A3: India has two notable successful examples. Tamil Nadu’s Water and Sanitation Pooled Fund (WSPF) issued pooled bonds for 13 municipalities, using a multi-layered credit enhancement structure (debt service reserve funds, escrow accounts, state revenue intercept, and USAID capital credit guarantee) to secure strong credit ratings and investor confidence. Karnataka followed through the Karnataka Urban Infrastructure Development and Finance Corporation (KUIDFC), using credit enhancements to help smaller municipalities access capital markets. However, these successes have not scaled due to limited uptake of the Pooled Finance Development Fund (PFDF), market conditions, institutional constraints, and difficulty retaining technical expertise. Many pooled entities struggled to sustain repeat issuances, preventing the development of a deep, liquid market.
Q4: What role have the Finance Commissions played in addressing the institutional gaps holding back municipal bonds?
A4: Successive Finance Commissions have tried to repair the institutional gaps. The Thirteenth and Fourteenth Finance Commissions highlighted the absence of reliable municipal accounts. The Fifteenth Finance Commission went further by making audited accounts, property tax reforms, and the constitution of State Finance Commissions (SFCs) entry conditions for local body grants. The Sixteenth Finance Commission has mandated publicly available provisional and audited municipal accounts as a precondition for any grant, tied a share of urban grants to measurable growth in own-source revenues, and conditioned State-level performance grants on States’ own transfers to local bodies. These are significant steps toward creating the transparency and accountability that investors require. However, the analysis notes a missed opportunity: the Commission could have gone further by explicitly encouraging pooled municipal financing.
Q5: What are the prerequisites for scaling India’s municipal bond market, and what role must different stakeholders play?
A5: The prerequisites are clear: stronger municipal balance sheets, better transparency, larger issuances, and innovative structures like pooled financing.
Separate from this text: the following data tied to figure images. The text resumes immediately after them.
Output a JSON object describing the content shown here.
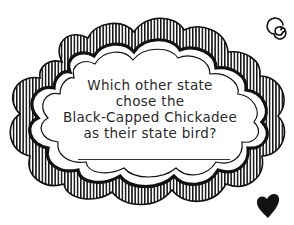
{
  "card": {
    "question_lines": [
      "Which other state",
      "chose the",
      "Black-Capped Chickadee",
      "as their state bird?"
    ],
    "answer_value": ""
  },
  "decorations": {
    "frame": "scalloped-cloud-frame",
    "top_right_icon": "spiral-icon",
    "bottom_right_icon": "heart-icon",
    "ink_color": "#111111",
    "background_color": "#ffffff"
  }
}
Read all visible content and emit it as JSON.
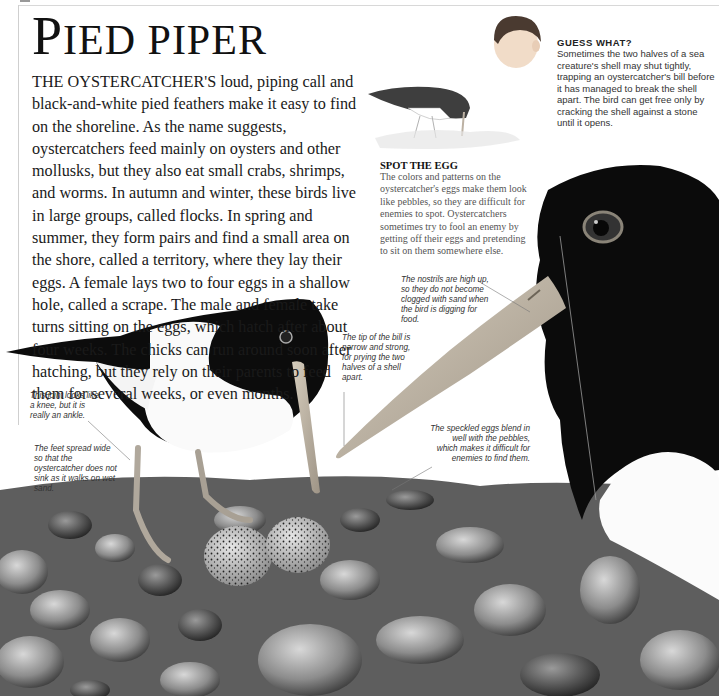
{
  "page": {
    "title_first_letter": "P",
    "title_rest": "IED PIPER",
    "intro": "THE OYSTERCATCHER'S loud, piping call and black-and-white pied feathers make it easy to find on the shoreline. As the name suggests, oystercatchers feed mainly on oysters and other mollusks, but they also eat small crabs, shrimps, and worms. In autumn and winter, these birds live in large groups, called flocks. In spring and summer, they form pairs and find a small area on the shore, called a territory, where they lay their eggs. A female lays two to four eggs in a shallow hole, called a scrape. The male and female take turns sitting on the eggs, which hatch after about four weeks. The chicks can run around soon after hatching, but they rely on their parents to feed them for several weeks, or even months."
  },
  "guess_what": {
    "heading": "GUESS WHAT?",
    "body": "Sometimes the two halves of a sea creature's shell may shut tightly, trapping an oystercatcher's bill before it has managed to break the shell apart. The bird can get free only by cracking the shell against a stone until it opens."
  },
  "spot_the_egg": {
    "heading": "SPOT THE EGG",
    "body": "The colors and patterns on the oystercatcher's eggs make them look like pebbles, so they are difficult for enemies to spot. Oystercatchers sometimes try to fool an enemy by getting off their eggs and pretending to sit on them somewhere else."
  },
  "captions": {
    "nostrils": "The nostrils are high up, so they do not become clogged with sand when the bird is digging for food.",
    "bill_tip": "The tip of the bill is narrow and strong, for prying the two halves of a shell apart.",
    "eggs": "The speckled eggs blend in well with the pebbles, which makes it difficult for enemies to find them.",
    "joint": "This joint looks like a knee, but it is really an ankle.",
    "feet": "The feet spread wide so that the oystercatcher does not sink as it walks on wet sand."
  },
  "illustrations": {
    "child_head": "child-head-illustration",
    "small_bird": "oystercatcher-sketch",
    "main_bird": "oystercatcher-photo",
    "closeup_bird": "oystercatcher-head-closeup",
    "eggs": "speckled-eggs",
    "pebbles": "pebble-beach"
  },
  "colors": {
    "plumage": "#0c0c0c",
    "bill": "#c9bfae",
    "eye_ring": "#8a8478",
    "pebble_dark": "#4a4a4a",
    "pebble_light": "#b8b8b8",
    "rule": "#cfcfcf"
  }
}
Achieving these requires sustained effort from all stakeholders. ULBs must reform their finances, improve property tax collection, rationalise user charges, and adopt standardised accounting and timely audits. States must support their cities, provide credit enhancements where needed, and create enabling frameworks for pooled financing. The Centre must continue to incentivise reform, provide technical assistance, and encourage the development of pooled structures. Investors must be willing to take a long-term view and support the development of a new asset class. The Sixteenth Finance Commission’s mandates on audited accounts and own-source revenue growth are critical steps, but they must be implemented effectively. Pooled financing, as demonstrated by Tamil Nadu and Karnataka, offers a proven model that can be scaled with sustained institutional support and predictable fiscal reforms.